It’s really hard to be James Bond these days. Apart from health & safety restrictions on the use of poison umbrellas and the legal restrictions on the murder of henchmen (even foreign ones), and all the paperwork around the expenses and what is VATable and what isn’t, you’ll be rumbled in an instant by your Facebook account. Because you don’t have one.
It is not simply a question of keeping details offline, either, but the opposite: individuals or identities without deep, broad online presences are precisely those likely to raise suspicion. “The challenge of having a credible digital footprint is significant,” Mr Inkster said. Fake Twitter or Facebook accounts alone do not make the grade.
From The spy who liked me: Britain’s changing secret service – FT.com
If I come across someone in a work context, and they are not on LinkedIn, then I assume that they are either in the witness protection programme or have been in prison. Unfair, possibly, but that’s where we are. And of course if you are not yourself on Facebook, then it’s only a matter of time before some schmuk snaps you and you’re in the system whether you like it or not. You could be out and about with an important business contact having a very important business discussion about important business issues, for example, but because of the camera angle and the perspective a snapshot of this event might be entirely misconstrued.
And once you’re in the system, you are no longer anonymous whatever you might think about being off the grid. Wherever you are and whatever you are doing, you’re in someone’s SnapChat or Instagram feed.
Give Facebook two pictures, and it can tell you with 97 percent accuracy whether they’re the same person, roughly the same accuracy as a human being in the same spot.
[From Why Facebook is beating the FBI at facial recognition | The Verge]
In the good old days, the good old spies had to stake you out and track you down and stalk you and then murder you in a dastardly and complex fashion, often involving laser beams. Now they just run the face recognition software until you pop up somewhere and then… it’s radioactive sushi time. Until my plan for Facebook-blue burkhas for all is accepted by the mainstream I’m afraid I can see no way round this. The Bond villain of the future isn’t Mr. Big on an island with a pet cheetah and anti-aircraft missiles but a kid in his underwear eating pizza and running face matching algorithms.
By the way, I noticed in the newspapers that while it may be increasingly difficult for spies to convince people that they are not spies, it is apparently much easier for people to convince other people that they are spies.
Mark Acklom convinced her he was a spy and defrauded her of £850,000
I don’t want to pick on this poor woman, and I know only too well how easily women can fall under the spell of handsome Englishmen, but honestly had she never heard of LinkedIn? If a match.com counterparty was trying to convince me that they are from MI6, I would fully expect to open up their LinkedIn profile and see a convincing employment narrative going back many years. And if they didn’t have a Facebook profile, then I’d naturally assume them to be a fraudster not an undercover agent.
Spies are an interesting use case when you start to think about the series business of population-sale identity they present a problem. If the purpose of a national identity system is to uniquely identity someone, then you don’t want it to ping back “James Bond” when 007 has to use the biometric identification system at the casino entrance. Which means that in the general case, people must be able to have multiple identities. When Bond presents an ID with the alias Dave Birch on it, then the casino system should ping the government (or whoever) to ask “is this Dave Birch” and get back a “yes”, rather than ping them with “who is this” and get back “James Bond”. As I wrote many years ago,
As was well-put on Ideal Government recently, multiple identities are part of the solution, not part of the problem of information age identity.
Population-scale solutions should start with multiple identities, not add them as a special case. The very specific case where the pseudonym and the absonym coincide should be seen as nothing more than one of a spectrum of identity mappings.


**What the task requires**.
Copy every entry as is. Leave images out.

**The records**.
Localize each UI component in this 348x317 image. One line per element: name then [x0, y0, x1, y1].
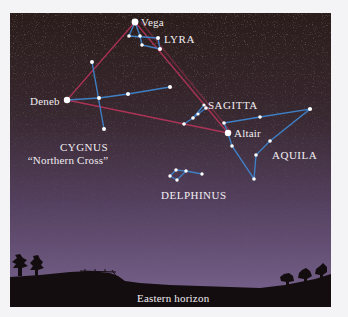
label-altair: Altair [234, 127, 261, 139]
label-cygnus: CYGNUS [46, 141, 122, 153]
star-chart: Vega LYRA Deneb SAGITTA Altair CYGNUS “N… [10, 13, 331, 307]
star-altair [225, 130, 231, 136]
label-delphinus: DELPHINUS [161, 189, 227, 201]
label-lyra: LYRA [164, 33, 195, 45]
star-vega [132, 19, 139, 26]
label-cygnus-subtitle: “Northern Cross” [16, 154, 120, 166]
star-deneb [64, 97, 70, 103]
label-sagitta: SAGITTA [208, 99, 258, 111]
label-deneb: Deneb [30, 95, 60, 107]
label-aquila: AQUILA [272, 149, 317, 161]
label-horizon: Eastern horizon [137, 292, 209, 304]
label-vega: Vega [141, 16, 164, 28]
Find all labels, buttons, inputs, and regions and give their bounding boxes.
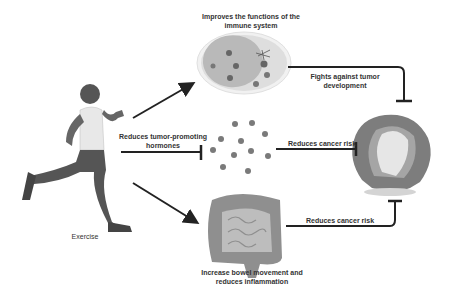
tumor-icon xyxy=(352,115,430,196)
arrow-to-immune xyxy=(133,84,192,118)
diagram-canvas xyxy=(0,0,460,295)
exercise-label: Exercise xyxy=(55,232,115,241)
bowel-label-line2: reduces inflammation xyxy=(190,277,314,286)
reduces-cancer-risk-label-2: Reduces cancer risk xyxy=(300,216,380,225)
immune-label-line1: Improves the functions of the xyxy=(180,12,322,21)
immune-label: Improves the functions of the immune sys… xyxy=(180,12,322,30)
hormones-label-line1: Reduces tumor-promoting xyxy=(118,132,208,141)
immune-label-line2: immune system xyxy=(180,21,322,30)
reduces-cancer-risk-label-1: Reduces cancer risk xyxy=(282,139,362,148)
running-person-icon xyxy=(22,84,132,232)
fights-tumor-line1: Fights against tumor xyxy=(290,72,400,81)
hormones-label: Reduces tumor-promoting hormones xyxy=(118,132,208,150)
hormone-dots-icon xyxy=(210,120,271,174)
bowel-label-line1: Increase bowel movement and xyxy=(190,268,314,277)
bowel-label: Increase bowel movement and reduces infl… xyxy=(190,268,314,286)
fights-tumor-label: Fights against tumor development xyxy=(290,72,400,90)
hormones-label-line2: hormones xyxy=(118,141,208,150)
fights-tumor-line2: development xyxy=(290,81,400,90)
arrow-to-bowel xyxy=(133,183,196,222)
intestine-icon xyxy=(208,194,282,278)
immune-cells-icon xyxy=(197,32,291,94)
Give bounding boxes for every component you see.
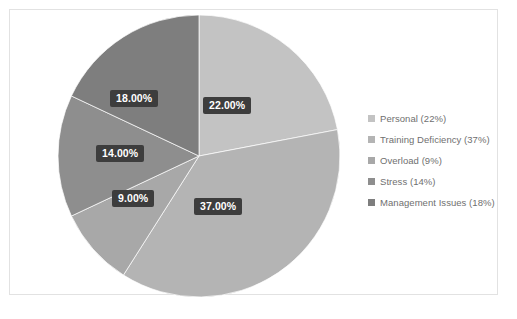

**Result of this exercise**.
Localize each UI component in this 348x317 image. One line per element: name then [x0, y0, x1, y1].
label-altair: Altair [234, 127, 261, 139]
label-cygnus: CYGNUS [46, 141, 122, 153]
star-chart: Vega LYRA Deneb SAGITTA Altair CYGNUS “N… [10, 13, 331, 307]
star-altair [225, 130, 231, 136]
label-delphinus: DELPHINUS [161, 189, 227, 201]
label-lyra: LYRA [164, 33, 195, 45]
star-vega [132, 19, 139, 26]
label-cygnus-subtitle: “Northern Cross” [16, 154, 120, 166]
star-deneb [64, 97, 70, 103]
label-sagitta: SAGITTA [208, 99, 258, 111]
label-deneb: Deneb [30, 95, 60, 107]
label-aquila: AQUILA [272, 149, 317, 161]
label-horizon: Eastern horizon [137, 292, 209, 304]
label-vega: Vega [141, 16, 164, 28]
Find all labels, buttons, inputs, and regions and give their bounding boxes.
tumor-icon xyxy=(352,115,430,196)
arrow-to-immune xyxy=(133,84,192,118)
diagram-canvas xyxy=(0,0,460,295)
exercise-label: Exercise xyxy=(55,232,115,241)
bowel-label-line2: reduces inflammation xyxy=(190,277,314,286)
reduces-cancer-risk-label-2: Reduces cancer risk xyxy=(300,216,380,225)
immune-label-line1: Improves the functions of the xyxy=(180,12,322,21)
immune-label: Improves the functions of the immune sys… xyxy=(180,12,322,30)
hormones-label-line1: Reduces tumor-promoting xyxy=(118,132,208,141)
immune-label-line2: immune system xyxy=(180,21,322,30)
reduces-cancer-risk-label-1: Reduces cancer risk xyxy=(282,139,362,148)
running-person-icon xyxy=(22,84,132,232)
fights-tumor-line1: Fights against tumor xyxy=(290,72,400,81)
hormones-label: Reduces tumor-promoting hormones xyxy=(118,132,208,150)
hormone-dots-icon xyxy=(210,120,271,174)
bowel-label-line1: Increase bowel movement and xyxy=(190,268,314,277)
bowel-label: Increase bowel movement and reduces infl… xyxy=(190,268,314,286)
fights-tumor-label: Fights against tumor development xyxy=(290,72,400,90)
hormones-label-line2: hormones xyxy=(118,141,208,150)
fights-tumor-line2: development xyxy=(290,81,400,90)
arrow-to-bowel xyxy=(133,183,196,222)
intestine-icon xyxy=(208,194,282,278)
immune-cells-icon xyxy=(197,32,291,94)
Give bounding boxes for every component you see.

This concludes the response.